University of Virginia Library


283

SCENE IV.

THE ENCAMPMENT AND TENT OF THE ARCHBISHOP UNDER THE WALLS. Consul and Archbishop.
Archbishop.
I do presume from your habiliments
You are the consul of this petty state.

Consul.
I am.

Archbishop.
You may be seated. Once again . .
Will you surrender unconditionally?

Consul.
Nor unconditionally nor conditionally.

Archbishop.
I sent for you to point where lies your duty.

Consul.
It lies where I have left it, in the town.

Archbishop.
You doubt my clemency.

Consul.
Say rather ‘honour.’

Archbishop.
Doubt you a soldier's honour?

Consul.
Not a soldier's.
But when the soldier and the priest unite,
Well may I doubt it. Goats are harmless brutes;
Dragons may be avoided; but when goat
And dragon form one creature, we abhor
The flames and coilings of the fell chimæra.

Archbishop.
And therefore you refused a conference
Unless I pitch my tent beneath your walls,
Within an arrow's shot, distributing
Ten archers on each side; ten mine, ten yours?

Consul.
No doctor of divinity in Paris
Is cleverer at divining. Thus it stands.

Archbishop.
Ill brook I such affronts.

Consul.
Ill brook, perhaps,
Florence and Pisa their ambassadors
Invited to a conference on peace,
And cast in prison.

Archbishop.
Thus we teach the proud
Their duty.

Consul.
Let the lame man teach the lame
To walk, the blind man teach the blind to see.


284

Archbishop.
Insolent! Unbecoming of my station
Were it to argue with a churl so rude.
Rise: look before you thro' the tent: what see you?

Consul.
I see huge masses of green corn upheaved
Within a belt of palisades.

Archbishop.
What else?

Consul.
Sheep, oxen, horses, trampling them.

Archbishop.
No more?

Consul.
Other huge masses farther off are smoking,
Because their juices quench the faggot-fire.

Archbishop.
And whence come these?

Consul.
From yonder houseless fields,
Of crops, and even of boundaries, bereft.

Archbishop.
Whose were they?

Consul.
Whose? The church's, past a doubt:
It never takes what is not freely given.

Archbishop.
Proud rebels! you have brought upon your heads
This signal vengeance from offended Cæsar.

Consul.
And must ten thousand starve because one man
Is wounded in that part which better men
Cut from them, as ill-sorted with our nature?
If Satan could have dropt it, he were saved.

Archbishop.
What meanest thou? What cast they from them?

Consul.
Pride.
It clings round little breasts and masters them,
It drops from loftier, spurn'd and trodden down.
Is this, my lord archbishop, this your Eden?
Is this the sacrifice of grateful herbs
Ye offer to your Gods?

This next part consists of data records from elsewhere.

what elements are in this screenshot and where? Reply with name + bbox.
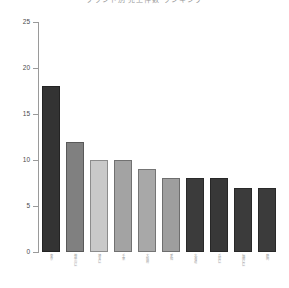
bar[interactable] <box>66 142 84 252</box>
y-axis-tick-label-wrap: 25 <box>0 19 30 25</box>
bar[interactable] <box>42 86 60 252</box>
y-axis-tick <box>33 206 38 207</box>
y-axis-tick-label: 20 <box>4 65 30 71</box>
bar[interactable] <box>114 160 132 252</box>
bar[interactable] <box>234 188 252 252</box>
bar[interactable] <box>162 178 180 252</box>
y-axis-tick-label: 0 <box>4 249 30 255</box>
y-axis-tick-label-wrap: 10 <box>0 157 30 163</box>
y-axis-tick-label: 10 <box>4 157 30 163</box>
y-axis-tick-label-wrap: 15 <box>0 111 30 117</box>
bars-layer <box>39 22 279 252</box>
y-axis-tick <box>33 160 38 161</box>
y-axis-tick-label: 5 <box>4 203 30 209</box>
y-axis-tick <box>33 114 38 115</box>
x-axis-tick-label: 愛知 <box>169 254 173 260</box>
bar[interactable] <box>210 178 228 252</box>
y-axis-tick-label-wrap: 20 <box>0 65 30 71</box>
bar[interactable] <box>138 169 156 252</box>
x-axis-tick-label: 大阪府 <box>145 254 149 263</box>
x-axis-tick-label: 北海道 <box>193 254 197 263</box>
y-axis-tick <box>33 252 38 253</box>
x-axis-tick-label: 埼玉県 <box>97 254 101 263</box>
y-axis-tick <box>33 68 38 69</box>
bar[interactable] <box>186 178 204 252</box>
bar[interactable] <box>90 160 108 252</box>
y-axis-tick <box>33 22 38 23</box>
y-axis-tick-label-wrap: 0 <box>0 249 30 255</box>
bar-chart: ブランド別 売上件数 ランキング 0510152025 東京神奈川県埼玉県千葉大… <box>0 0 289 288</box>
x-axis-tick-label: 静岡 <box>265 254 269 260</box>
bar[interactable] <box>258 188 276 252</box>
y-axis-tick-label: 15 <box>4 111 30 117</box>
chart-title: ブランド別 売上件数 ランキング <box>0 0 289 4</box>
x-axis-tick-label: 神奈川県 <box>73 254 77 266</box>
x-axis-tick-label: 千葉 <box>121 254 125 260</box>
y-axis-tick-label: 25 <box>4 19 30 25</box>
y-axis-tick-label-wrap: 5 <box>0 203 30 209</box>
x-axis-tick-label: 兵庫県 <box>217 254 221 263</box>
x-axis-tick-label: 福岡県県 <box>241 254 245 266</box>
x-axis-tick-label: 東京 <box>49 254 53 260</box>
x-axis-labels: 東京神奈川県埼玉県千葉大阪府愛知北海道兵庫県福岡県県静岡 <box>39 254 279 288</box>
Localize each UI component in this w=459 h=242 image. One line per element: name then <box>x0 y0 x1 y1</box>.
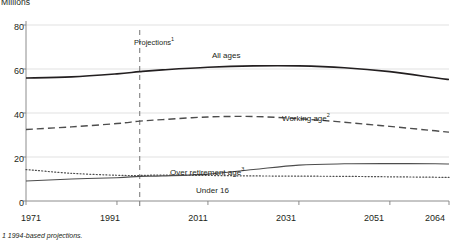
series-label-all-ages: All ages <box>212 51 240 60</box>
x-tick-2011: 2011 <box>178 213 218 223</box>
chart-footnote: 1 1994-based projections. <box>2 232 83 239</box>
y-tick-60: 60 <box>4 66 24 76</box>
y-tick-40: 40 <box>4 110 24 120</box>
y-tick-0: 0 <box>4 198 24 208</box>
x-tick-1971: 1971 <box>11 213 51 223</box>
series-label-working-age: Working age2 <box>282 112 330 123</box>
chart-plot-area <box>0 0 459 242</box>
series-label-working-age-text: Working age <box>282 114 327 123</box>
population-projection-chart: Millions 80 60 40 20 0 1971 1991 2011 20… <box>0 0 459 242</box>
series-line-all-ages <box>26 66 449 80</box>
series-line-working-age <box>26 116 449 132</box>
y-tick-80: 80 <box>4 22 24 32</box>
x-tick-2064: 2064 <box>415 213 455 223</box>
over-retirement-age-footnote-marker: 3 <box>241 166 244 172</box>
working-age-footnote-marker: 2 <box>327 112 330 118</box>
series-label-under-16: Under 16 <box>196 186 229 195</box>
series-label-under-16-text: Under 16 <box>196 186 229 195</box>
x-tick-1991: 1991 <box>90 213 130 223</box>
projections-annotation-text: Projections <box>134 38 171 47</box>
series-label-all-ages-text: All ages <box>212 51 240 60</box>
x-tick-2051: 2051 <box>354 213 394 223</box>
projections-footnote-marker: 1 <box>171 36 174 42</box>
x-tick-2031: 2031 <box>266 213 306 223</box>
series-label-over-retirement-age-text: Over retirement age <box>170 168 241 177</box>
series-label-over-retirement-age: Over retirement age3 <box>170 166 244 177</box>
y-tick-20: 20 <box>4 154 24 164</box>
projections-annotation: Projections1 <box>134 36 174 47</box>
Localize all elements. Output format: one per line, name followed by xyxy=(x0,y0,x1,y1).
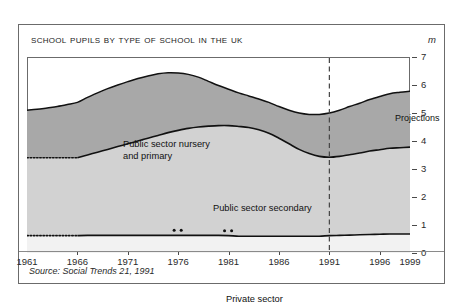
x-tick-label: 1981 xyxy=(218,257,239,267)
private-sector-marker-dot xyxy=(180,229,183,232)
y-tick-label: 2 xyxy=(421,192,426,202)
y-tick-mark xyxy=(412,169,417,170)
series-label-nursery-line1: Public sector nursery xyxy=(123,139,210,151)
y-tick-mark xyxy=(412,141,417,142)
series-label-nursery-line2: and primary xyxy=(123,151,210,163)
y-tick-mark xyxy=(412,85,417,86)
series-label-private: Private sector xyxy=(226,294,283,306)
y-tick-label: 3 xyxy=(421,164,426,174)
y-tick-mark xyxy=(412,197,417,198)
series-label-nursery-primary: Public sector nursery and primary xyxy=(123,139,210,162)
x-tick-label: 1976 xyxy=(168,257,189,267)
plot-area: Public sector nursery and primary Public… xyxy=(27,57,410,253)
y-tick-label: 6 xyxy=(421,80,426,90)
y-tick-mark xyxy=(412,57,417,58)
x-tick-label: 1986 xyxy=(268,257,289,267)
x-tick-label: 1996 xyxy=(369,257,390,267)
source-note: Source: Social Trends 21, 1991 xyxy=(29,266,154,276)
series-label-secondary: Public sector secondary xyxy=(213,203,312,215)
x-tick-label: 1991 xyxy=(319,257,340,267)
private-sector-marker-dot xyxy=(230,229,233,232)
y-tick-mark xyxy=(412,113,417,114)
y-tick-label: 5 xyxy=(421,108,426,118)
y-tick-label: 7 xyxy=(421,52,426,62)
private-sector-marker-dot xyxy=(173,229,176,232)
source-separator xyxy=(19,251,444,252)
y-tick-mark xyxy=(412,253,417,254)
y-tick-mark xyxy=(412,225,417,226)
x-tick-label: 1999 xyxy=(399,257,420,267)
y-axis-unit-label: m xyxy=(428,34,436,45)
y-tick-label: 1 xyxy=(421,220,426,230)
chart-figure: School Pupils By Type of School in the U… xyxy=(18,24,445,284)
stacked-area-chart xyxy=(27,57,410,253)
private-sector-marker-dot xyxy=(223,229,226,232)
y-axis: 01234567 xyxy=(412,57,442,253)
chart-title: School Pupils By Type of School in the U… xyxy=(31,33,243,45)
y-tick-label: 4 xyxy=(421,136,426,146)
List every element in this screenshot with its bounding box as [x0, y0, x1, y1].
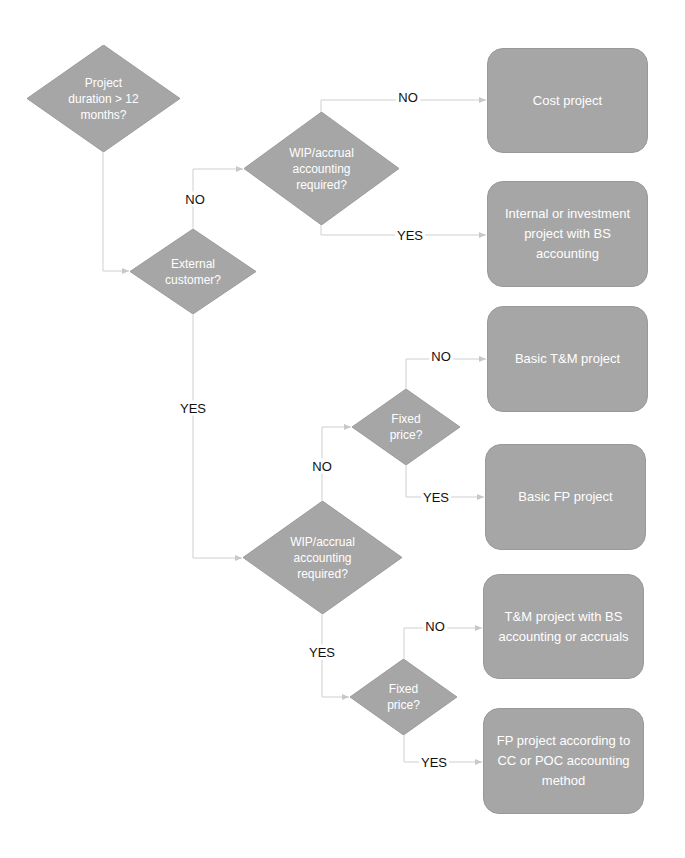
outcome-fp-cc-poc: FP project according to CC or POC accoun…	[483, 708, 644, 814]
label-lower-wip-yes: YES	[307, 645, 337, 660]
outcome-basic-fp: Basic FP project	[485, 444, 646, 550]
label-upper-wip-yes: YES	[395, 228, 425, 243]
label-fixed-lower-yes: YES	[419, 755, 449, 770]
label-upper-wip-no: NO	[396, 90, 420, 105]
decision-fixed-price-upper: Fixedprice?	[352, 389, 460, 465]
decision-external-customer: Externalcustomer?	[130, 229, 256, 314]
outcome-internal-project: Internal or investment project with BS a…	[487, 181, 648, 287]
label-fixed-upper-no: NO	[429, 349, 453, 364]
label-external-no: NO	[183, 192, 207, 207]
label-fixed-lower-no: NO	[423, 619, 447, 634]
outcome-cost-project: Cost project	[487, 48, 648, 153]
label-lower-wip-no: NO	[310, 459, 334, 474]
label-external-yes: YES	[178, 401, 208, 416]
outcome-basic-tm: Basic T&M project	[487, 306, 648, 412]
decision-project-duration: Projectduration > 12months?	[27, 45, 180, 152]
decision-wip-upper: WIP/accrualaccountingrequired?	[244, 112, 399, 225]
decision-fixed-price-lower: Fixedprice?	[350, 659, 457, 735]
label-fixed-upper-yes: YES	[421, 490, 451, 505]
outcome-tm-bs: T&M project with BS accounting or accrua…	[483, 574, 644, 679]
decision-wip-lower: WIP/accrualaccountingrequired?	[243, 501, 402, 614]
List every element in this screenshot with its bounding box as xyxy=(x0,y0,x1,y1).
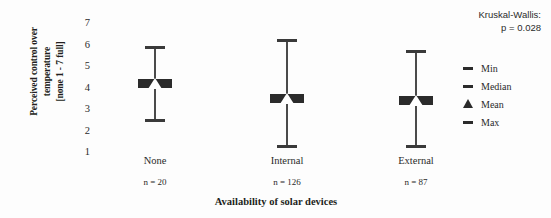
dash-marker-icon xyxy=(462,61,478,75)
max-marker xyxy=(406,50,426,53)
max-marker xyxy=(277,39,297,42)
legend-item-mean: Mean xyxy=(462,95,546,113)
legend-item-max: Max xyxy=(462,113,546,131)
category-label: External xyxy=(371,155,461,166)
y-tick-label: 5 xyxy=(76,61,90,71)
legend-label: Max xyxy=(478,117,499,128)
y-tick-label: 7 xyxy=(76,18,90,28)
y-axis-title-line-2: temperature xyxy=(41,2,54,142)
mean-marker xyxy=(148,78,162,89)
legend-item-median: Median xyxy=(462,77,546,95)
y-tick-label: 2 xyxy=(76,126,90,136)
statistical-test-annotation: Kruskal-Wallis: p = 0.028 xyxy=(391,8,541,34)
y-axis-title-line-1: Perceived control over xyxy=(28,2,41,142)
data-group-internal xyxy=(242,12,332,160)
p-value: p = 0.028 xyxy=(391,21,541,34)
plot-area xyxy=(96,12,456,160)
legend-label: Min xyxy=(478,63,498,74)
data-group-external xyxy=(371,12,461,160)
y-axis-title-container: Perceived control over temperature [none… xyxy=(10,0,76,160)
min-marker xyxy=(277,145,297,148)
y-axis-title-line-3: [none 1 - 7 full] xyxy=(54,2,67,142)
min-marker xyxy=(406,145,426,148)
category-sample-size: n = 20 xyxy=(110,177,200,187)
min-marker xyxy=(145,119,165,122)
chart-figure: Perceived control over temperature [none… xyxy=(0,0,551,218)
y-tick-label: 1 xyxy=(76,147,90,157)
category-sample-size: n = 126 xyxy=(242,177,332,187)
y-tick-label: 6 xyxy=(76,40,90,50)
category-label: None xyxy=(110,155,200,166)
legend-label: Median xyxy=(478,81,512,92)
mean-marker xyxy=(280,93,294,104)
category-sample-size: n = 87 xyxy=(371,177,461,187)
y-tick-label: 3 xyxy=(76,104,90,114)
legend-label: Mean xyxy=(478,99,504,110)
legend-item-min: Min xyxy=(462,59,546,77)
y-tick-label: 4 xyxy=(76,83,90,93)
x-axis-title: Availability of solar devices xyxy=(96,196,456,207)
triangle-marker-icon xyxy=(462,97,478,111)
chart-legend: Min Median Mean Max xyxy=(462,59,546,131)
mean-marker xyxy=(409,95,423,106)
category-label: Internal xyxy=(242,155,332,166)
y-axis-title: Perceived control over temperature [none… xyxy=(28,2,67,142)
max-marker xyxy=(145,46,165,49)
test-name: Kruskal-Wallis: xyxy=(391,8,541,21)
dash-marker-icon xyxy=(462,79,478,93)
data-group-none xyxy=(110,12,200,160)
dash-marker-icon xyxy=(462,115,478,129)
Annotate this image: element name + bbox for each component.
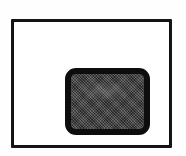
dithered-gray-fill: [71, 74, 144, 129]
icon-canvas: [0, 0, 186, 156]
outer-rectangular-frame: [11, 19, 172, 148]
rounded-rectangle-glyph: [65, 68, 150, 135]
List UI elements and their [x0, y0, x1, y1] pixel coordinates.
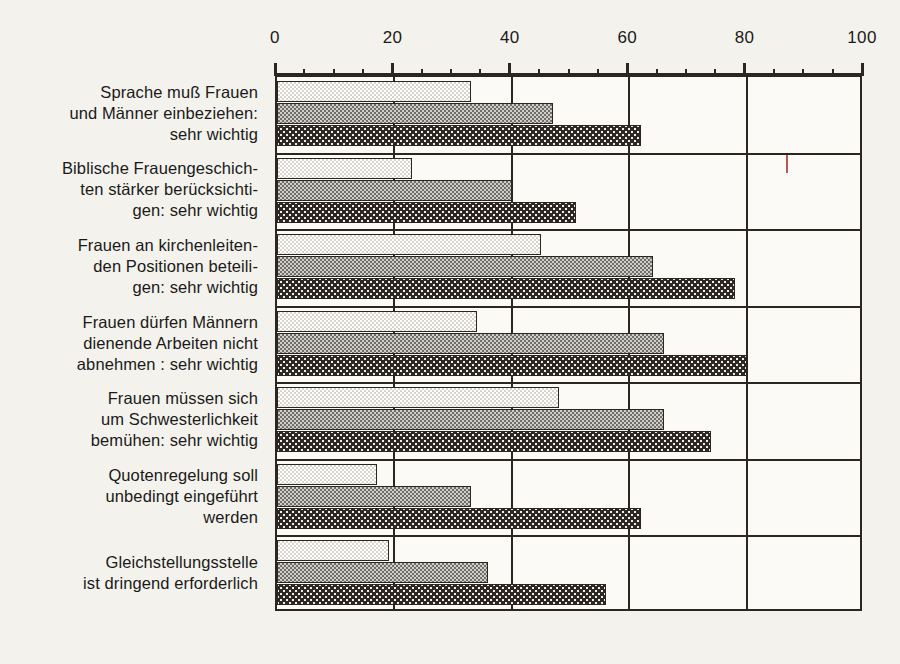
x-tick-label-20: 20	[383, 28, 403, 48]
bar-series-3-dark-5	[277, 508, 641, 529]
bar-series-1-light-6	[277, 540, 389, 561]
x-tick-label-0: 0	[270, 28, 280, 48]
x-tick-label-100: 100	[847, 28, 876, 48]
bar-group	[277, 307, 860, 384]
plot-area	[275, 75, 862, 611]
bar-group	[277, 77, 860, 154]
scan-top-strip	[0, 0, 900, 12]
category-label: Biblische Frauengeschich- ten stärker be…	[0, 158, 258, 221]
x-axis-tick-labels: 020406080100	[0, 28, 900, 50]
bar-group	[277, 460, 860, 537]
bar-series-1-light-0	[277, 81, 471, 102]
bar-series-3-dark-6	[277, 584, 606, 605]
bar-series-2-medium-6	[277, 562, 488, 583]
x-tick-label-60: 60	[617, 28, 637, 48]
bar-series-3-dark-1	[277, 202, 576, 223]
bar-group	[277, 154, 860, 231]
bar-series-1-light-1	[277, 158, 412, 179]
category-label: Frauen dürfen Männern dienende Arbeiten …	[0, 312, 258, 375]
category-label: Gleichstellungsstelle ist dringend erfor…	[0, 552, 258, 594]
category-label: Frauen an kirchenleiten- den Positionen …	[0, 235, 258, 298]
x-tick-label-40: 40	[500, 28, 520, 48]
bar-series-2-medium-0	[277, 103, 553, 124]
horizontal-bar-chart: 020406080100 Sprache muß Frauen und Männ…	[0, 0, 900, 664]
bar-series-3-dark-2	[277, 278, 735, 299]
category-label: Quotenregelung soll unbedingt eingeführt…	[0, 465, 258, 528]
bar-series-2-medium-4	[277, 409, 664, 430]
bar-group	[277, 383, 860, 460]
bar-series-2-medium-1	[277, 180, 512, 201]
bar-group	[277, 230, 860, 307]
category-label: Frauen müssen sich um Schwesterlichkeit …	[0, 388, 258, 451]
bar-series-1-light-5	[277, 464, 377, 485]
x-tick-label-80: 80	[735, 28, 755, 48]
bar-series-2-medium-3	[277, 333, 664, 354]
bar-series-2-medium-5	[277, 486, 471, 507]
bar-series-1-light-3	[277, 311, 477, 332]
bar-series-1-light-2	[277, 234, 541, 255]
category-label: Sprache muß Frauen und Männer einbeziehe…	[0, 82, 258, 145]
bar-group	[277, 536, 860, 613]
bar-series-3-dark-4	[277, 431, 711, 452]
bar-series-3-dark-3	[277, 355, 747, 376]
bar-series-3-dark-0	[277, 125, 641, 146]
bar-series-1-light-4	[277, 387, 559, 408]
bar-series-2-medium-2	[277, 256, 653, 277]
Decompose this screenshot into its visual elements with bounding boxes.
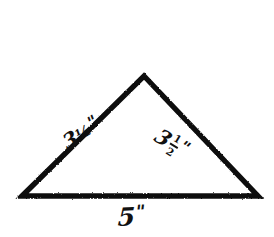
measurement-base-whole: 5 (117, 204, 135, 230)
figure-canvas: 3½" 312" 5" (0, 0, 274, 237)
triangle-outline (22, 76, 258, 196)
measurement-base-unit-icon: " (135, 202, 147, 221)
measurement-label-base: 5" (117, 203, 146, 230)
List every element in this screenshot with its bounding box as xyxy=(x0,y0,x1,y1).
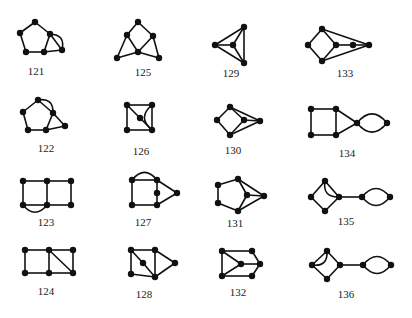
vertex-dot xyxy=(59,47,65,53)
vertex-dot xyxy=(129,177,135,183)
vertex-dot xyxy=(319,58,325,64)
vertex-dot xyxy=(336,194,342,200)
vertex-dot xyxy=(308,106,314,112)
vertex-dot xyxy=(235,176,241,182)
graph-number-label: 129 xyxy=(223,67,240,79)
vertex-dot xyxy=(46,270,52,276)
multi-edge-arc xyxy=(362,188,390,197)
vertex-dot xyxy=(35,97,41,103)
vertex-dot xyxy=(214,117,220,123)
edge xyxy=(215,27,244,45)
graph-number-label: 126 xyxy=(133,145,150,157)
edge xyxy=(222,251,241,264)
vertex-dot xyxy=(70,270,76,276)
vertex-dot xyxy=(249,273,255,279)
vertex-dot xyxy=(124,32,130,38)
vertex-dot xyxy=(124,127,130,133)
vertex-dot xyxy=(212,42,218,48)
multi-edge-arc xyxy=(357,114,387,123)
vertex-dot xyxy=(230,42,236,48)
edge xyxy=(138,36,153,52)
vertex-dot xyxy=(128,271,134,277)
graph-126: 126 xyxy=(124,102,155,157)
vertex-dot xyxy=(172,260,178,266)
vertex-dot xyxy=(241,24,247,30)
vertex-dot xyxy=(135,49,141,55)
vertex-dot xyxy=(261,193,267,199)
vertex-dot xyxy=(114,55,120,61)
vertex-dot xyxy=(333,42,339,48)
edge xyxy=(155,263,175,277)
vertex-dot xyxy=(219,273,225,279)
graph-125: 125 xyxy=(114,19,162,78)
edge xyxy=(222,264,241,276)
vertex-dot xyxy=(47,31,53,37)
edge xyxy=(230,121,260,135)
vertex-dot xyxy=(227,104,233,110)
edge xyxy=(117,52,138,58)
vertex-dot xyxy=(354,120,360,126)
vertex-dot xyxy=(235,208,241,214)
multi-edge-arc xyxy=(363,256,391,265)
vertex-dot xyxy=(360,262,366,268)
graph-number-label: 130 xyxy=(225,144,242,156)
vertex-dot xyxy=(241,117,247,123)
multi-edge-arc xyxy=(362,197,390,206)
vertex-dot xyxy=(324,248,330,254)
graph-number-label: 132 xyxy=(230,286,247,298)
graph-number-label: 134 xyxy=(339,147,356,159)
vertex-dot xyxy=(366,42,372,48)
edge xyxy=(336,123,357,135)
vertex-dot xyxy=(154,190,160,196)
vertex-dot xyxy=(257,118,263,124)
vertex-dot xyxy=(257,261,263,267)
graph-124: 124 xyxy=(22,247,76,297)
vertex-dot xyxy=(46,247,52,253)
vertex-dot xyxy=(388,262,394,268)
vertex-dot xyxy=(154,177,160,183)
vertex-dot xyxy=(308,194,314,200)
graph-135: 135 xyxy=(308,178,393,227)
vertex-dot xyxy=(322,208,328,214)
graph-121: 121 xyxy=(17,19,65,77)
vertex-dot xyxy=(322,178,328,184)
edge xyxy=(157,193,177,205)
graph-128: 128 xyxy=(128,247,178,300)
graph-136: 136 xyxy=(309,248,394,300)
graph-number-label: 136 xyxy=(338,288,355,300)
graph-number-label: 131 xyxy=(227,217,244,229)
vertex-dot xyxy=(350,42,356,48)
graph-number-label: 128 xyxy=(136,288,153,300)
vertex-dot xyxy=(62,123,68,129)
multi-edge-arc xyxy=(357,123,387,132)
vertex-dot xyxy=(244,192,250,198)
graph-132: 132 xyxy=(219,248,263,298)
vertex-dot xyxy=(41,49,47,55)
edge xyxy=(155,250,175,263)
graph-number-label: 125 xyxy=(135,66,152,78)
graph-figure: 1211251291331221261301341231271311351241… xyxy=(0,0,412,318)
vertex-dot xyxy=(174,190,180,196)
graph-number-label: 135 xyxy=(338,215,355,227)
graph-133: 133 xyxy=(305,26,372,79)
vertex-dot xyxy=(154,202,160,208)
vertex-dot xyxy=(249,248,255,254)
graph-number-label: 127 xyxy=(135,216,152,228)
vertex-dot xyxy=(149,102,155,108)
graph-number-label: 124 xyxy=(38,285,55,297)
graph-130: 130 xyxy=(214,104,263,156)
edge xyxy=(218,203,238,211)
vertex-dot xyxy=(44,202,50,208)
vertex-dot xyxy=(149,127,155,133)
edge xyxy=(157,180,177,193)
vertex-dot xyxy=(308,132,314,138)
vertex-dot xyxy=(305,42,311,48)
edge xyxy=(153,36,159,58)
graph-122: 122 xyxy=(20,97,68,154)
vertex-dot xyxy=(128,247,134,253)
vertex-dot xyxy=(32,19,38,25)
graph-123: 123 xyxy=(20,178,74,228)
multi-edge-arc xyxy=(132,172,157,180)
vertex-dot xyxy=(124,102,130,108)
vertex-dot xyxy=(238,261,244,267)
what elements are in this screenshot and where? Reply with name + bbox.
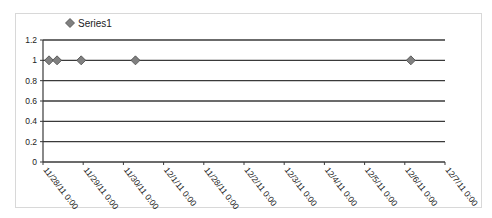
y-tick-label: 1	[32, 55, 37, 65]
data-point-marker	[406, 56, 415, 65]
x-tick-label: 11/30/11 0:00	[122, 165, 161, 211]
x-tick-label: 12/1/11 0:00	[162, 165, 199, 208]
legend-marker-icon	[66, 19, 75, 28]
y-tick-label: 0.4	[25, 116, 37, 126]
y-tick-label: 0.8	[25, 76, 37, 86]
y-tick-label: 0.6	[25, 96, 37, 106]
scatter-chart: 00.20.40.60.811.211/28/11 0:0011/29/11 0…	[0, 0, 492, 218]
y-tick-label: 0.2	[25, 137, 37, 147]
data-point-marker	[53, 56, 62, 65]
x-tick-label: 12/6/11 0:00	[403, 165, 440, 208]
x-tick-label: 12/2/11 0:00	[242, 165, 279, 208]
y-tick-label: 0	[32, 157, 37, 167]
x-tick-label: 12/7/11 0:00	[443, 165, 480, 208]
x-tick-label: 11/29/11 0:00	[82, 165, 121, 211]
x-tick-label: 12/5/11 0:00	[363, 165, 400, 208]
data-point-marker	[77, 56, 86, 65]
data-point-marker	[131, 56, 140, 65]
x-tick-label: 11/28/11 0:00	[202, 165, 241, 211]
x-tick-label: 12/4/11 0:00	[323, 165, 360, 208]
legend-label: Series1	[78, 18, 112, 29]
x-tick-label: 11/28/11 0:00	[41, 165, 80, 211]
x-tick-label: 12/3/11 0:00	[283, 165, 320, 208]
y-tick-label: 1.2	[25, 35, 37, 45]
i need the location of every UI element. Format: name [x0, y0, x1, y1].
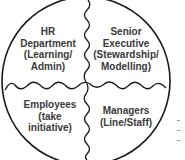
hr-line-4: Admin): [18, 61, 78, 73]
horizontal-wave-divider: [5, 82, 166, 90]
employees-line-2: (take: [20, 111, 80, 123]
quadrant-employees: Employees (take initiative): [20, 99, 80, 134]
edge-mark: [177, 120, 180, 121]
edge-mark: [177, 130, 180, 131]
employees-line-3: initiative): [20, 122, 80, 134]
edge-mark: [177, 140, 180, 141]
quadrant-hr-department: HR Department (Learning/ Admin): [18, 26, 78, 72]
managers-line-2: (Line/Staff): [94, 117, 158, 129]
hr-line-1: HR: [18, 26, 78, 38]
exec-line-4: Modelling): [92, 61, 160, 73]
employees-line-1: Employees: [20, 99, 80, 111]
hr-line-3: (Learning/: [18, 49, 78, 61]
exec-line-2: Executive: [92, 38, 160, 50]
exec-line-1: Senior: [92, 26, 160, 38]
exec-line-3: (Stewardship/: [92, 49, 160, 61]
managers-line-1: Managers: [94, 105, 158, 117]
hr-line-2: Department: [18, 38, 78, 50]
vertical-wave-divider: [84, 0, 90, 160]
quadrant-senior-executive: Senior Executive (Stewardship/ Modelling…: [92, 26, 160, 72]
diagram-canvas: [0, 0, 185, 160]
quadrant-managers: Managers (Line/Staff): [94, 105, 158, 128]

And will the next
Be more acceptable? Burnt-offerings raised
In your high places, and fossed round with blood!

Archbishop.
Blasphemer! I am here no priest; I come
Avenger of insulted majesty.
But, if thou mindest Holy Writ, mind this,
The plainest thing, and worthiest of remembrance: . .
Render to Cæsar what is Cæsar's, man!

Consul.
God will do that for us. Nought owe we Cæsar

285

But what he sent us when he sent you hither,
To cut our rising wheat, our bleeding vines,
To burn our olives for your wild carousals . .

Archbishop.
The only wood that will burn green: it blazes
Most beautifully, and no smell from it.
But you Anconites have poor olive grounds,
We shall want more by Sunday.

Consul.
May the curse
Of God be on you!

Archbishop.
We are not so impious:
It is on you: it were a sin to wish it.

Consul.
Prince and archbishop! there are woes that fall
Far short of curses, though sore chastisements;
Prosperities there are that hit the mark,
And the clear-sighted see God's anger there.

Archbishop.
Are we constrain'd to drag and vex the sea
And harrow up the barren rocks below
For noisome weeds? Are household animals
Struck off the knee to furnish our repast?

Consul.
Better endure than cause men this endurance.

Archbishop.
Clearly ye think so: we think otherwise.
'Tis better to chastise than be chastised,
To be the judge than be the criminal.

Consul.
How oft, when crimes are high enough to strike
The front of Heaven, are those two characters
Blended in one!

Archbishop.
I am not to be school'd
By insolence and audacity.

Consul.
We are,
It seems: but fortitude and trust in God
Will triumph yet. Our conference is closed.